How Arsenio Hall Shook Up Late Night


Late night isn’t just a time slot. It’s a concept, a temporal metaphor for what we can get away with under the cloak of night, when the kids are asleep, when we can claim innocence—nothing else was on! Like the “late-night” dissidents of YouTube, Hall rose to popularity by talking up the verboten. In his day, when the term “inner city” circulated as a racist bogeyman, Hall brought the soundscape of “the hood” into people’s living rooms. When promiscuity had been branded a public-health crisis by the religious right, he asked Madonna about the stamina of her boyfriend and “Dick Tracy” co-star, Warren Beatty. “Joan Collins once called him sexually insatiable,” Hall offered. Madonna begged to differ: “I would say that he’s satiable.”

In 1988, the year before his show premièred, Hall starred in “Coming to America,” a romantic comedy about an African prince (Eddie Murphy) who travels to Queens, New York, along with his aide (Hall), to find a bride. They make a stop at the Jackson Heights Y.M.C.A., where a Miss Black Awareness pageant is taking place. A reverend, also played by Hall, launches into a spirited sermon about the bikini-clad contestants: “Man cannot make it like this! Larry Flynt! Hugh Hefner! They can take the picture, but you can’t make it! Only God above, the Hugh Hefner on high, can make it for ya!”

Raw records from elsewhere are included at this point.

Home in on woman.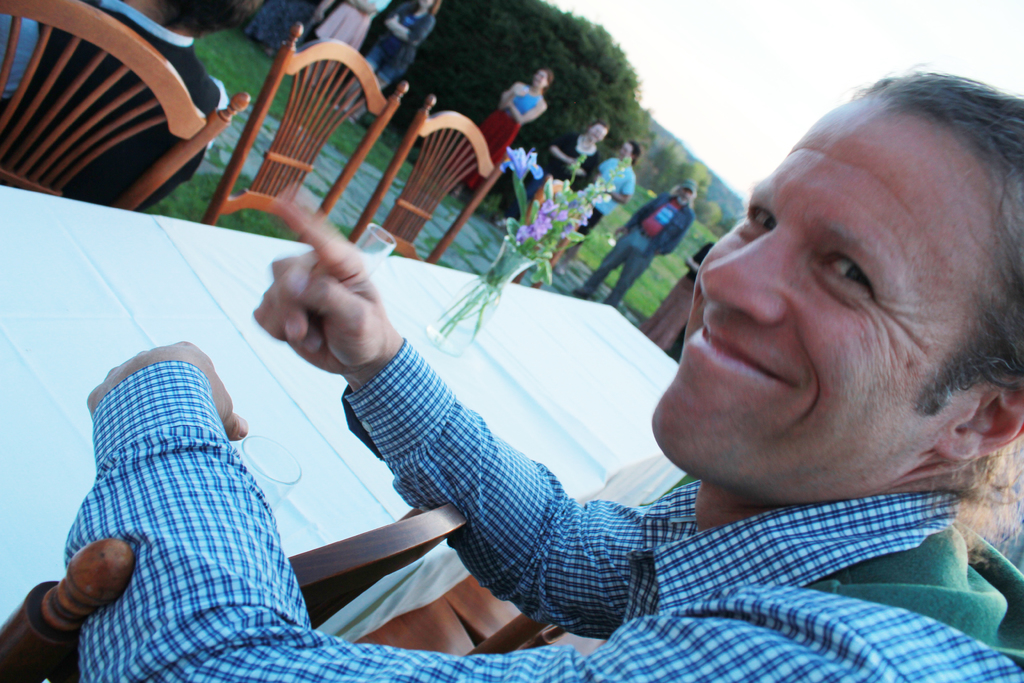
Homed in at l=319, t=0, r=397, b=55.
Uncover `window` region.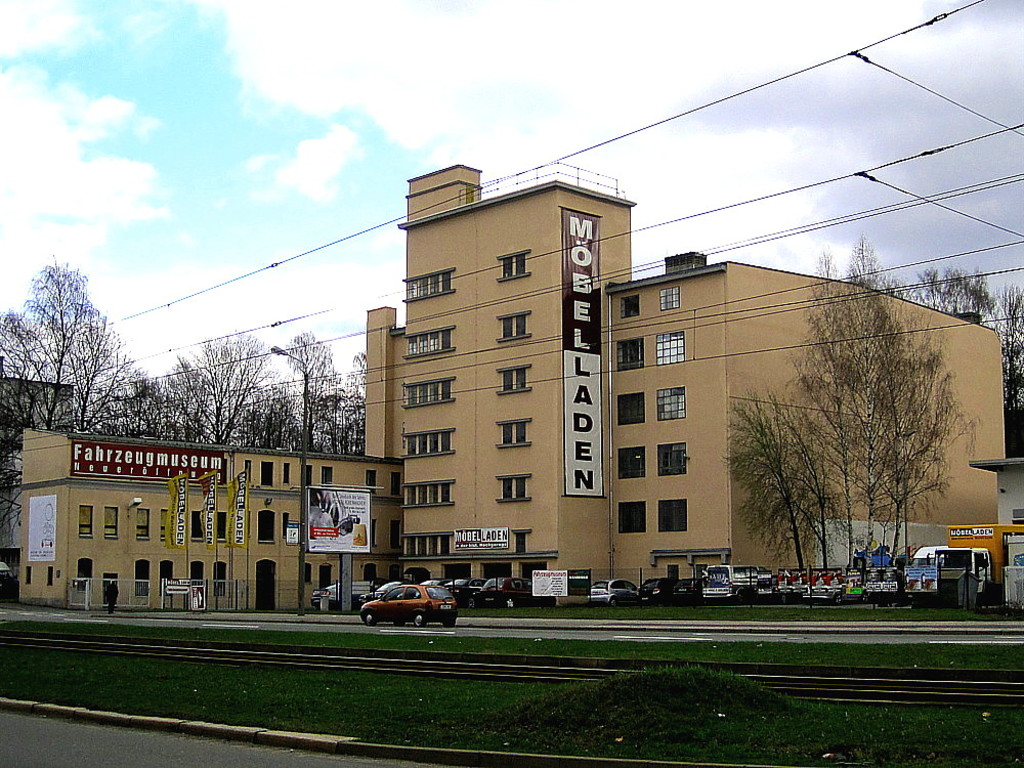
Uncovered: x1=256 y1=512 x2=273 y2=543.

Hall later told Howard Stern that he’d based the character, in part, on his father, Fred Hall, whom he calls, in his memoir, a “strict, conservative Baptist preacher.” Not so conservative—at sixty-five, he married Annie Martin, the twenty-one-year-old daughter of a church deacon. Hall was born to the odd couple in 1956 in Cleveland. (The “dog pound” is a reference to a raucous fan section in the city’s football stadium.) In his book, Hall describes their union as an opposites-attract situation. Fred listened to Mahalia Jackson spirituals, while Annie preferred Elvis and Ray Charles—what Fred called “hip-slapping music.” Nonetheless, Hall identifies a sensuality in his father’s sermonizing which would inspire his own late-night persona. “He doesn’t just preach,” Hall writes. “He puts on a show. With handkerchief in hand, he prowls the pulpit, he gesticulates, he growls, he shouts, he whispers.”

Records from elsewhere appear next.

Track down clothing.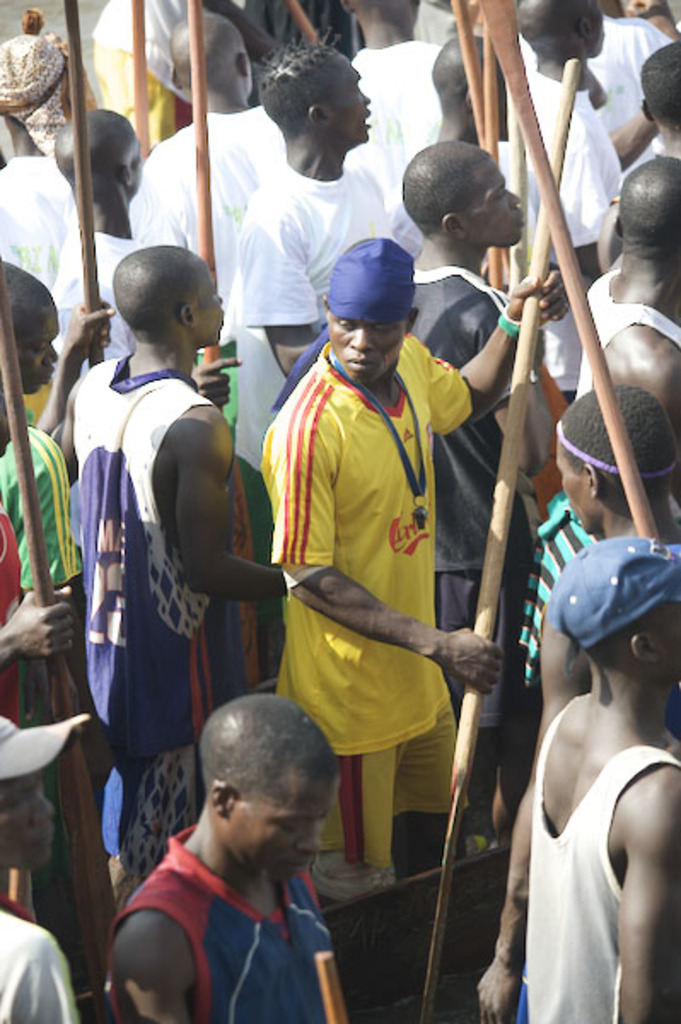
Tracked to detection(232, 147, 398, 348).
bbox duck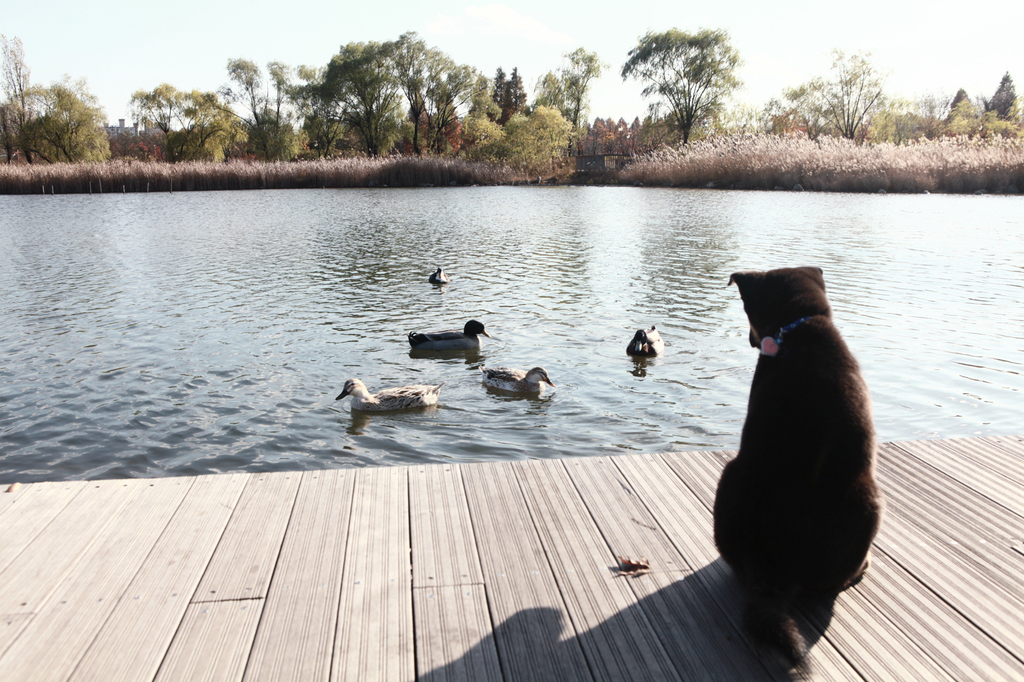
bbox(401, 320, 496, 350)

When Hall was five, his mother moved out, taking him with her. She worked long hours and got him a babysitter—an Emerson TV set, on which he would watch Carson, Merv Griffin, and Dinah Shore. “I get hooked on Dinah!, not what you would expect from a Black kid living in the ghetto,” he observes. Then again, representation was scarce—Jet magazine ran a column called “Television” that listed every Black person who was going to appear that week. But to the young Hall the color line wasn’t the biggest hurdle—bedtime was. He was in grade school, and Carson came on at 11:30 P.M. He writes, “I turn the sound way down, then crawl so close to the TV screen that I feel as if I’m practically inside The Tonight Show set, sitting next to Johnny.” He hosted the first “Arsenio Hall Show” in his basement. His musical guest, “Junior Brown from down the street,” sang the Temptations’ “Get Ready” on a Mattel Show’N Tell.

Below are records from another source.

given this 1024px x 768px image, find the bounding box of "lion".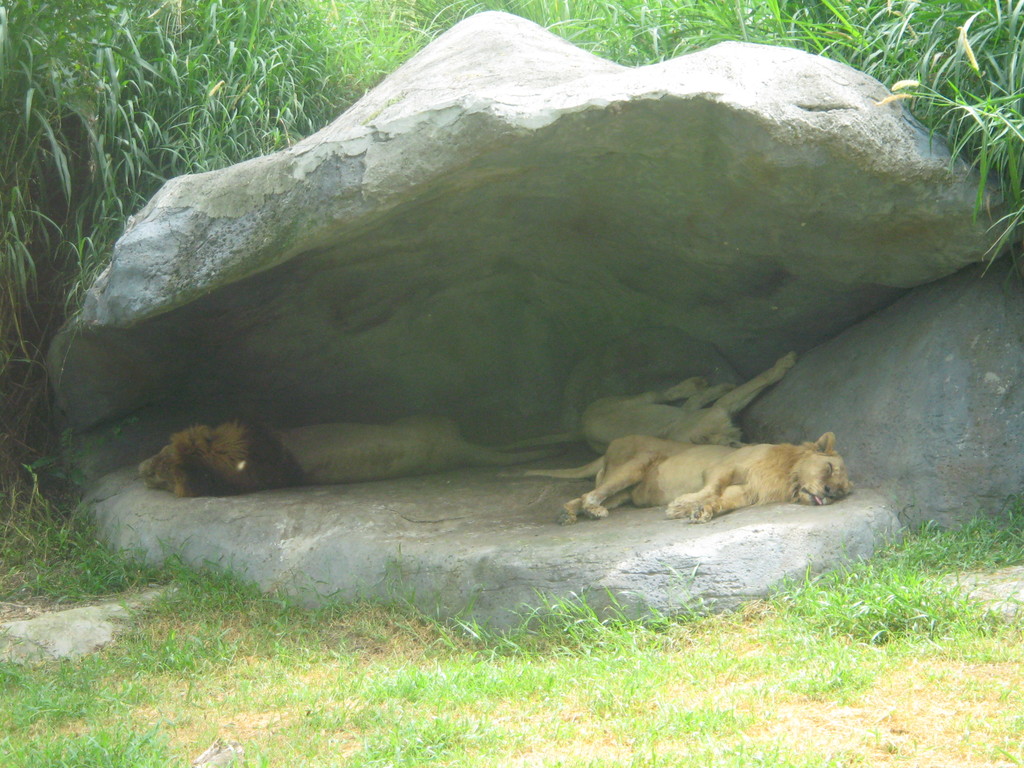
(left=497, top=355, right=797, bottom=447).
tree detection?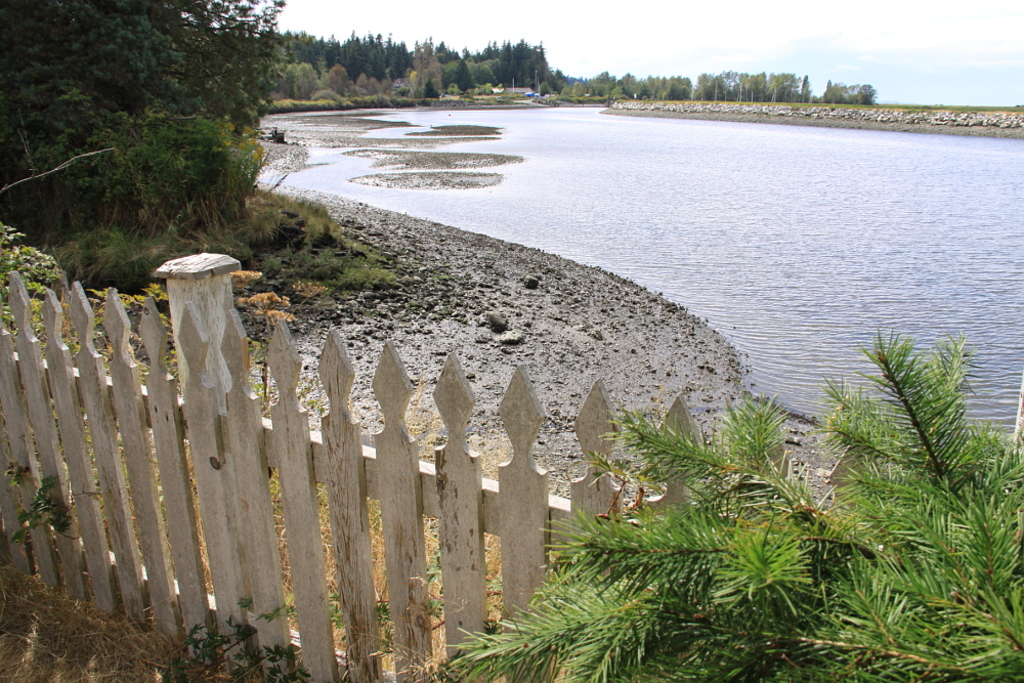
(458, 331, 1023, 682)
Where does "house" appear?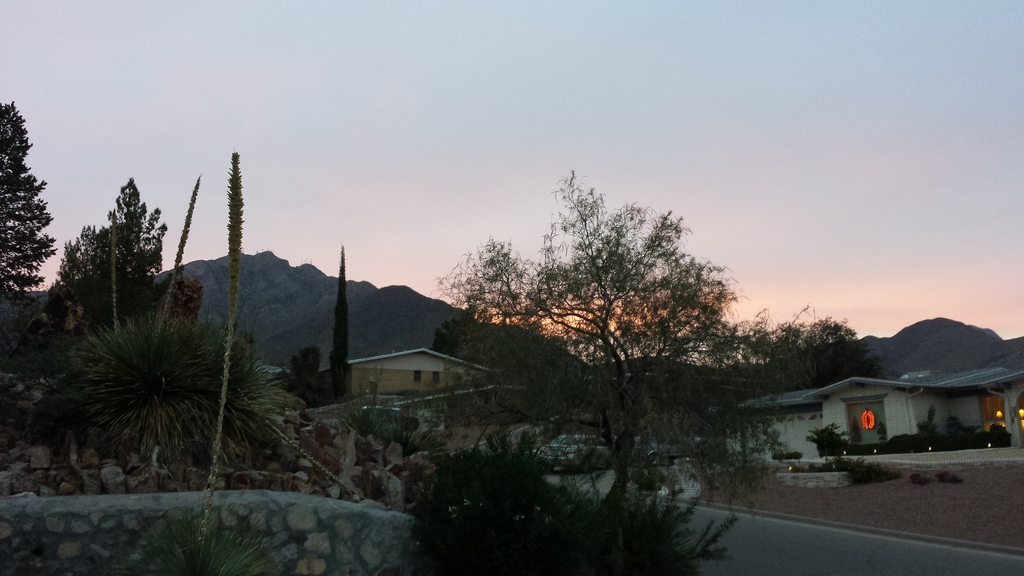
Appears at left=695, top=367, right=1023, bottom=486.
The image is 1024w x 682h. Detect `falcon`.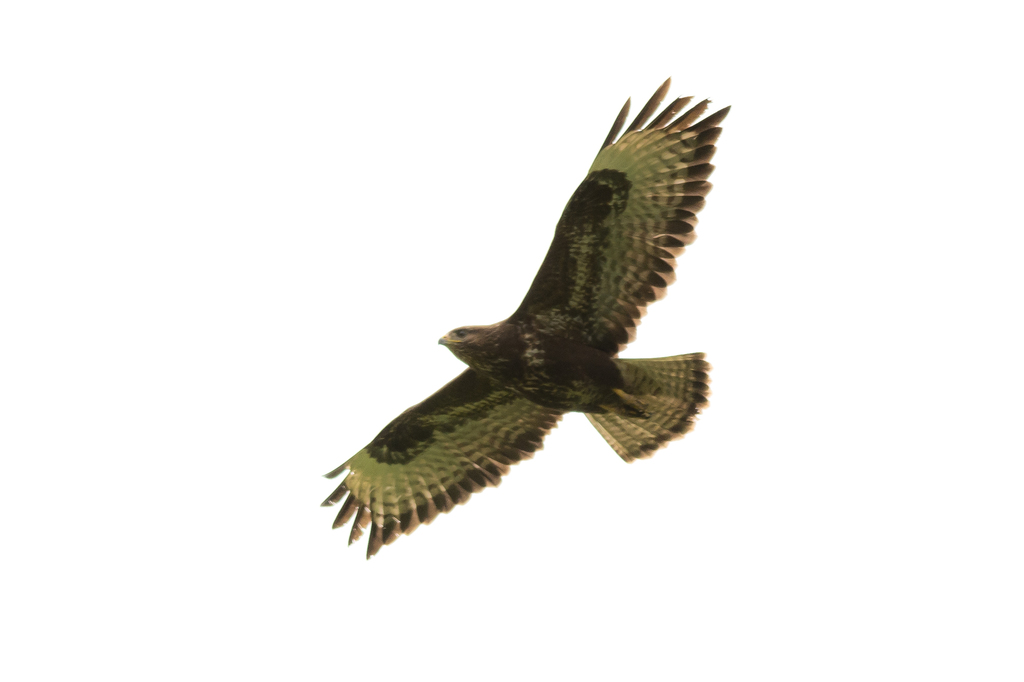
Detection: left=305, top=70, right=745, bottom=566.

Fred Hall had hoped that his son would join the clergy, but Hall dreamed of becoming a magician, just like his idol, Johnny Carson. Hall’s book is in some ways a magician’s memoir of making it, capturing a working-class kid who pulls opportunities out of a hat. A teen-age cousin of Hall’s, who came to live with him and his mother after becoming pregnant, brought a book called “Magic for Beginners” home from the library. Hall taught himself tricks, sprinkling jokes into his performance: “I know all the white magicians say abracadabra. I say collard greens.”